RED LAKE FALLS – A marching band and a gaggle of beaming local officials greeted Washington Post reporter Christopher Ingraham on Thursday when he arrived in Red Lake County, the very place he had dubbed the nation's ugliest a week earlier in his newspaper.

His visit, arranged by local business owner Jason Brumwell, set off a wave of civic pride as the people of Red Lake County prepared to show off the dairy farms, winding riverways and prairie towns Ingraham had slighted.

"I'm really glad to be here," Ingraham said as he met Brumwell at the Red Lake County Courthouse, the first of several stops hastily arranged by Brumwell after the reporter accepted his invitation.

The awkward meeting of a newspaper reporter and a wronged Minnesota farm county had as its back story Ingraham's blog post earlier this month about some 15-year-old data prepared by federal scientists. Using measures of climate and topography, the scientists with the U.S. Department of Agriculture had graded every U.S. county for its appeal and livability. The data were meant to predict population shifts.

Ingraham listed the counties' rank on his blog, with six of the bottom 10 spots taken by Minnesota counties. Red Lake County ranked the absolute worst.

The story generated indignant reactions on Twitter and Facebook and from both of Minnesota's U.S. senators, with Sen. Al Franken saying his own poll found the least livable place in the U.S. to be the Post's newsroom.

"There was lots of anger," said Havie Lee, a reporter for the Red Lake Falls Gazette. But after the initial shock wore off, locals in Red Lake Falls began plotting their public-relations strategy. "They were proud because it's like, 'Let's prove him wrong,' " said Lee.

Ingraham's visit began on a conciliatory note as he met with people in the courthouse, a stately building erected in 1910 and set on a hill overlooking the Clearwater River. Ingraham said his upstate New York upbringing wasn't all that different from some parts of Minnesota. He said he felt some guilt over provoking so much anger, and took pains to assign blame for the data on the scientists.

"It wasn't me!" he said.

The initial introductions over, Ingraham jumped into a red school bus owned by Brumwell's river tubing company and set off with a small delegation of locals for the Schindler brothers' dairy farm, a stop meant to showcase the agricultural backbone of the local economy.

At the farm, Ingraham stroked the head of a calf as it noisily suckled his hand. Cows looked up from their feed as Ingraham, the Schindlers and a dozen others walked past.

Then it was off to the Red Lake River for a 4-mile kayak trip with Brumwell and a few others. At one point, the group stepped out onto a sandy island to take in the view of some towering sandstone bluffs. The trip ended at Brumwell's business, the Voyageur's View campground, where staff members this week had taken extra pains to clean up and prepare for Ingraham's visit.

"It's pretty neat to live in a place like that," Brumwell said.

A dinner Thursday night at a Red Lake Falls restaurant with the delegation was scheduled to include the county's oldest resident. On Friday, Brumwell planned to take Ingraham on a bus tour of the county, with stops in the hamlets of Plummer, Brooks and Terrebonne.

County historian and retired schoolteacher Velma Oakland accompanied the group for much of Thursday afternoon, peppering conversations with the knowledge she's gleaned over the decades.

She said she still can't understand what motivated the Agriculture Department to designate Red Lake County the way it did.

"If this is such a bad place," she said, "why do people stay here?"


WHAT THE TASK REQUIRES: What lines of the data below hold the string "Neural"? Copy each one.

Dataset listings of figures
= Beginning of Section =

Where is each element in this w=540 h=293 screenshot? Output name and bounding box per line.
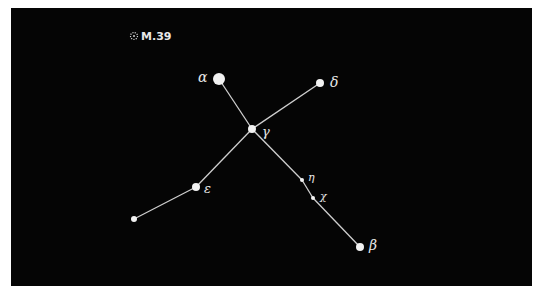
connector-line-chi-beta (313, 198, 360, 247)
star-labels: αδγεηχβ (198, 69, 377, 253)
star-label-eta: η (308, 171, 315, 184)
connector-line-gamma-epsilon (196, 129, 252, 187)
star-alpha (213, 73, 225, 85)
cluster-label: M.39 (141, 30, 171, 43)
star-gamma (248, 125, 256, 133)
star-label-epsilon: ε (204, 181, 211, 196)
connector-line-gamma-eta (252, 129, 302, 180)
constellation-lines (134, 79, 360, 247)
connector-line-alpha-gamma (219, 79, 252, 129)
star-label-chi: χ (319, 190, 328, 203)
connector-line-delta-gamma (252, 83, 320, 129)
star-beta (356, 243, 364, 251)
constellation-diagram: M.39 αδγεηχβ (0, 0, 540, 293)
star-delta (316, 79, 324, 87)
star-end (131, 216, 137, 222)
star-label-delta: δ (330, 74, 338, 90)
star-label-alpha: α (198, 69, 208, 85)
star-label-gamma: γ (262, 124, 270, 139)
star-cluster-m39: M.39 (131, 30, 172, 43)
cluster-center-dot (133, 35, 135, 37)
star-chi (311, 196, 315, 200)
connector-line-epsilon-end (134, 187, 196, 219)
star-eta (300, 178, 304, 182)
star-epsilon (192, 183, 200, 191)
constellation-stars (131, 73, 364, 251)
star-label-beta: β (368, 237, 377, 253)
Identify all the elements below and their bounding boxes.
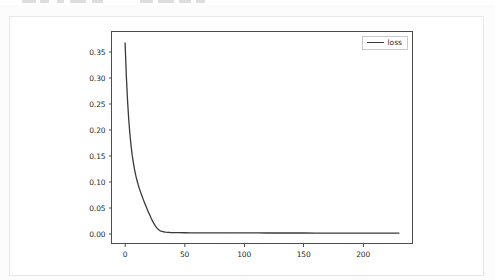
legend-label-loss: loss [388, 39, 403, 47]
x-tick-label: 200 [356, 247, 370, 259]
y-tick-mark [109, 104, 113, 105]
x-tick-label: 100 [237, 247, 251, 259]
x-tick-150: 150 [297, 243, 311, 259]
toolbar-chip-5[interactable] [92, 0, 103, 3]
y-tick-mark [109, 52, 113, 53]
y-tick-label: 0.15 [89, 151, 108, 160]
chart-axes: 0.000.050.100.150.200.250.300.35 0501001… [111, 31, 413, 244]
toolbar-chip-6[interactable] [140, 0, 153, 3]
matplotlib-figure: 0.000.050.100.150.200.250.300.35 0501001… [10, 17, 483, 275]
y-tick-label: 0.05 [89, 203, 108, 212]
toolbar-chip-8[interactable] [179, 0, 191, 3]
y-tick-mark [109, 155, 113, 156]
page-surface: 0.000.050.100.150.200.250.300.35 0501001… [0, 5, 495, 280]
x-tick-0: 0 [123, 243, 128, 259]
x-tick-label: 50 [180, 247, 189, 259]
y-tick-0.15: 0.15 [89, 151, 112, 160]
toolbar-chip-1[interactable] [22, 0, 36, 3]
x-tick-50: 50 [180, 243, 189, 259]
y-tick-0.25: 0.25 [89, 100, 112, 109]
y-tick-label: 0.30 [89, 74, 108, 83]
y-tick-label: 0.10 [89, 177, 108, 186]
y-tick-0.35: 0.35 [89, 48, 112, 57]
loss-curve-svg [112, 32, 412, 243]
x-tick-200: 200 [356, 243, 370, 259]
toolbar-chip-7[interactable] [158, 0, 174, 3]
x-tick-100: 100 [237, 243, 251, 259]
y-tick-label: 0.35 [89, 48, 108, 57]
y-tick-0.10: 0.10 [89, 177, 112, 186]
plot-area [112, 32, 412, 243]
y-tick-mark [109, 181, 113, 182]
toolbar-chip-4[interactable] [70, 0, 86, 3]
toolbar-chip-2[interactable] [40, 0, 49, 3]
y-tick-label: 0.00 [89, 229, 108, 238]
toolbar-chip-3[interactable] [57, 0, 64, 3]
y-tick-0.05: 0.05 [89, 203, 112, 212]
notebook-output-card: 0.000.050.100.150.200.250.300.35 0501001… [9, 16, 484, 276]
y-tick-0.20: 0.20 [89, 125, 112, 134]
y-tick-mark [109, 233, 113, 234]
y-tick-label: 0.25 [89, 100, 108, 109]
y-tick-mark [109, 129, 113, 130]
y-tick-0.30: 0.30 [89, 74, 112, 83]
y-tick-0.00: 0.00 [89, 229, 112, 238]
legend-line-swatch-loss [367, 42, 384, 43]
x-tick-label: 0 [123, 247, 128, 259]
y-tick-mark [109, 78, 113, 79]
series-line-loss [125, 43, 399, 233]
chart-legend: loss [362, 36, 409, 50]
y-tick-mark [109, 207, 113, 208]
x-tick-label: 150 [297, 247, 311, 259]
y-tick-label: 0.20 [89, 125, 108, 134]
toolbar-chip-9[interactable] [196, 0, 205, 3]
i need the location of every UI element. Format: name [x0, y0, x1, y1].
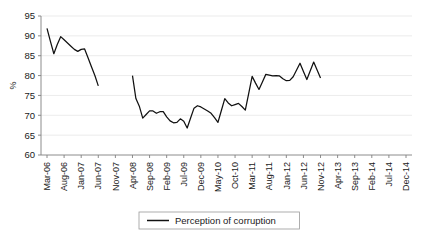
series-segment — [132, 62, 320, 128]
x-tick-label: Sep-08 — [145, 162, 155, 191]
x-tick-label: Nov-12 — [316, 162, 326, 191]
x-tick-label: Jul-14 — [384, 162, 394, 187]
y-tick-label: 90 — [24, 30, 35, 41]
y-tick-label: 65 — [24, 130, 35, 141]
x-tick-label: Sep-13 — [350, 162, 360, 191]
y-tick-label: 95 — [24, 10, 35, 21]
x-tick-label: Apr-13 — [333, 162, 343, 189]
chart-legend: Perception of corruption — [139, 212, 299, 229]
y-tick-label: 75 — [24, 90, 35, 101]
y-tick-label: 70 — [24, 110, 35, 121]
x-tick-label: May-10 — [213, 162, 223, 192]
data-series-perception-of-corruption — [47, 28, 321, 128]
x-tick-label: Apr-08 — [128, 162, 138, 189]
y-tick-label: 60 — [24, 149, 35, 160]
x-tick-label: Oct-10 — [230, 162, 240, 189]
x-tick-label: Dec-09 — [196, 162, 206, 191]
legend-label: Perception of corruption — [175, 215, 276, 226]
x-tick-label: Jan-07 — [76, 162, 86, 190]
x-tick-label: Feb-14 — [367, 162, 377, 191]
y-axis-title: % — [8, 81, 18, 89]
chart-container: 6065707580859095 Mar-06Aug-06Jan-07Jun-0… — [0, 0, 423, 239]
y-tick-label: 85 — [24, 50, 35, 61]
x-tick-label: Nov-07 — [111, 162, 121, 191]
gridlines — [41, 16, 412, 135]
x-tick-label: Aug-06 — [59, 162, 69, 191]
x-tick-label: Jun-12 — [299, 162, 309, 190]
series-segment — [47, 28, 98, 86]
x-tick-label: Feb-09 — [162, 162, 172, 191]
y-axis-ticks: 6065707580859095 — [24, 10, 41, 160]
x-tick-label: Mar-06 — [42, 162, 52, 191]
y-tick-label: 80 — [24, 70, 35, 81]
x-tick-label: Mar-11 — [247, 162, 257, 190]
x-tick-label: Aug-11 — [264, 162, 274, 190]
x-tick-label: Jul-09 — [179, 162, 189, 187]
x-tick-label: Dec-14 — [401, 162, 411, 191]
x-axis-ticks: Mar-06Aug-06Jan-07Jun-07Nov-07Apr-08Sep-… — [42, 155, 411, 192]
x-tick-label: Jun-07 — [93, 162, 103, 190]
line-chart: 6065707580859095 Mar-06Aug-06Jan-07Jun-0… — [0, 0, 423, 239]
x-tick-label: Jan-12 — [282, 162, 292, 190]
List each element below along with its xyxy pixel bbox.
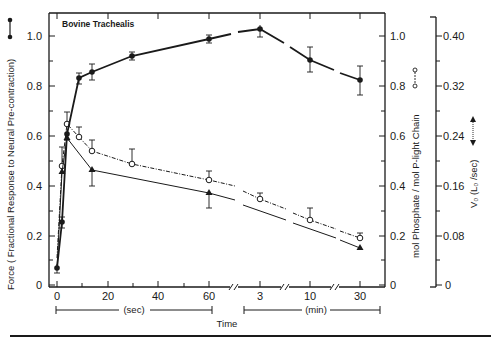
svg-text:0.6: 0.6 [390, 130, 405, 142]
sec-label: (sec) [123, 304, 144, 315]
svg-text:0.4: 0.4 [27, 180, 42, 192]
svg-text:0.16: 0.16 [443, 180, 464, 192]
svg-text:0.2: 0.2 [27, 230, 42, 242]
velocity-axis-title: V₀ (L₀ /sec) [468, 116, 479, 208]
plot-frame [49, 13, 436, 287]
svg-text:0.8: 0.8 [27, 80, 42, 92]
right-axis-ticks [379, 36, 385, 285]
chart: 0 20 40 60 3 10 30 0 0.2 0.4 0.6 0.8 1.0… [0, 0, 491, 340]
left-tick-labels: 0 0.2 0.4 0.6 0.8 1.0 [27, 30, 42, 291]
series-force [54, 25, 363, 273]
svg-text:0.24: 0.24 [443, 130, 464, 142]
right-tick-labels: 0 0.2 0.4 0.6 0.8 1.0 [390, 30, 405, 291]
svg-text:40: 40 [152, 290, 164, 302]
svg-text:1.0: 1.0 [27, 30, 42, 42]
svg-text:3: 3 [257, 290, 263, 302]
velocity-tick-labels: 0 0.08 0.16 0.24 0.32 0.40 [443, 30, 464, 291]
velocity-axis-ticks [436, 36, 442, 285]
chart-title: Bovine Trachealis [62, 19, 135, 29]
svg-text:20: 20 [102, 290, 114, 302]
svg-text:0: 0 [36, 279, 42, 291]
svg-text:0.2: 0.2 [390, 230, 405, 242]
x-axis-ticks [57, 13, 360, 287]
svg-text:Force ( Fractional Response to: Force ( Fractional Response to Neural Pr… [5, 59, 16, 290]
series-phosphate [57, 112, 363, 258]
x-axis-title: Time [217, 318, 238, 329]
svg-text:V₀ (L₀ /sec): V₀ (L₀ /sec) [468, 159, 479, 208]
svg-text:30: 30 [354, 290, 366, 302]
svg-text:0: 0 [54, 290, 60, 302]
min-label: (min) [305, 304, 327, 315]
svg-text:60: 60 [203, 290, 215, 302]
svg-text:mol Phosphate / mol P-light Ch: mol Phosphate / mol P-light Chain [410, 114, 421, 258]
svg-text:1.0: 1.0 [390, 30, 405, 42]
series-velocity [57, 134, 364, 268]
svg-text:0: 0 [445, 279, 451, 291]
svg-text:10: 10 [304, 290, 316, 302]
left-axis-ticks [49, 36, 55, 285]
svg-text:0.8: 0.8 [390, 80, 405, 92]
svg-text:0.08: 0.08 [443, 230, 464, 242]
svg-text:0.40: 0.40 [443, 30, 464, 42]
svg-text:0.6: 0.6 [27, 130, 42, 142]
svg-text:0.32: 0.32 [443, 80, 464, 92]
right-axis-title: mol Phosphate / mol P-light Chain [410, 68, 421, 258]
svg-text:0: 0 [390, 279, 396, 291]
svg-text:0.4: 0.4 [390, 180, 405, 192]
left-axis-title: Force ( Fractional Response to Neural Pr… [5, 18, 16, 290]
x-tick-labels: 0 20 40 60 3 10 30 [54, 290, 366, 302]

= End of Section =

SOLUTION TO THIS EXERCISE:
svg-text:Force ( Fractional Response to: Force ( Fractional Response to Neural Pr… [5, 59, 16, 290]
left-axis-title: Force ( Fractional Response to Neural Pr… [5, 18, 16, 290]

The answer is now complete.